Some 170 African migrants on board a boat have gone missing at sea off the Libyan capital Tripoli, a coastguard official says.
"We are looking for 170 African passengers on a wooden boat that has foundered off the Guarabouli area," some 60 kilometers (35 miles) east of Tripoli, Abdellatif Mohammed Ibrahim said on Friday.
Ibrahim added that the officials founded “the remains” of the boat, “which had some 200 migrants on board,” and “managed to save 16 people and recovered 15 bodies but the search continues for some 170 people who disappeared at sea."
Political unrest and instability in Libya have reportedly turned it into a launch pad for African migrants seeking a better life in Europe.
However, the migrants’ living condition in European countries is not desirable.
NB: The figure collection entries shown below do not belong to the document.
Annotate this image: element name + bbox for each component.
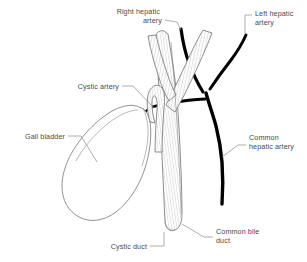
gall-bladder-outline (62, 105, 151, 220)
label-left-hepatic-artery: Left hepatic artery (255, 9, 295, 27)
anatomy-diagram: Right hepatic artery Left hepatic artery… (0, 0, 307, 262)
label-cystic-duct: Cystic duct (111, 242, 147, 251)
leader-left-hepatic-artery (245, 15, 252, 34)
leader-cystic-duct (150, 232, 164, 246)
leader-common-hepatic-artery (222, 145, 246, 157)
gall-bladder (62, 105, 151, 220)
biliary-duct-system (147, 30, 212, 231)
label-common-bile-duct: Common bile duct (216, 227, 262, 245)
common-hepatic-artery (206, 93, 223, 204)
label-common-hepatic-artery: Common hepatic artery (249, 133, 294, 151)
leader-common-bile-duct (182, 224, 213, 237)
label-cystic-artery: Cystic artery (78, 82, 120, 91)
left-hepatic-artery (210, 35, 246, 89)
label-gall-bladder: Gall bladder (25, 132, 65, 141)
label-right-hepatic-artery: Right hepatic artery (117, 7, 163, 25)
leader-right-hepatic-artery (165, 20, 181, 30)
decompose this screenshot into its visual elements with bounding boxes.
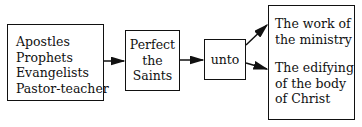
gift-label: Prophets: [16, 50, 103, 66]
ministry-text: The work of: [275, 16, 354, 32]
box-text: Saints: [126, 68, 179, 84]
gift-label: Evangelists: [16, 65, 103, 81]
gifts-box: Apostles Prophets Evangelists Pastor-tea…: [7, 24, 104, 101]
box-text: Perfect: [126, 37, 179, 53]
gift-label: Pastor-teacher: [16, 81, 103, 97]
outcomes-box: The work of the ministry The edifying of…: [268, 5, 355, 120]
edifying-text: The edifying: [275, 60, 354, 76]
ministry-text: the ministry: [275, 32, 354, 48]
flow-diagram: Apostles Prophets Evangelists Pastor-tea…: [0, 0, 362, 127]
box-text: unto: [205, 52, 245, 68]
arrow-unto-to-edifying: [246, 63, 267, 69]
box-text: the: [126, 53, 179, 69]
perfect-saints-box: Perfect the Saints: [125, 30, 180, 91]
unto-box: unto: [204, 39, 246, 80]
edifying-text: of Christ: [275, 91, 354, 107]
arrow-unto-to-ministry: [246, 25, 267, 45]
edifying-text: of the body: [275, 76, 354, 92]
gift-label: Apostles: [16, 34, 103, 50]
In recent years, this has led to numerous demonstrations by migrant workers in European capitals to protest against their hardships.
Meanwhile, a recent report by Amnesty International stressed how the European Union and its member states have constructed an increasingly impenetrable fortress to keep the migrants out, regardless of the desperate measures that many of them are prepared to take to reach Europe.
The United Nations High Commissioner for Refugees (UNHCR) has called on governments to provide legal alternatives so that “people in need of refuge can seek and find protection.”
The UNHCR says 500 migrants and refugee seekers have died in the Mediterranean Sea since the beginning of the year. Over 23,000 people are estimated to have lost their lives trying to reach the Old Continent since 2000.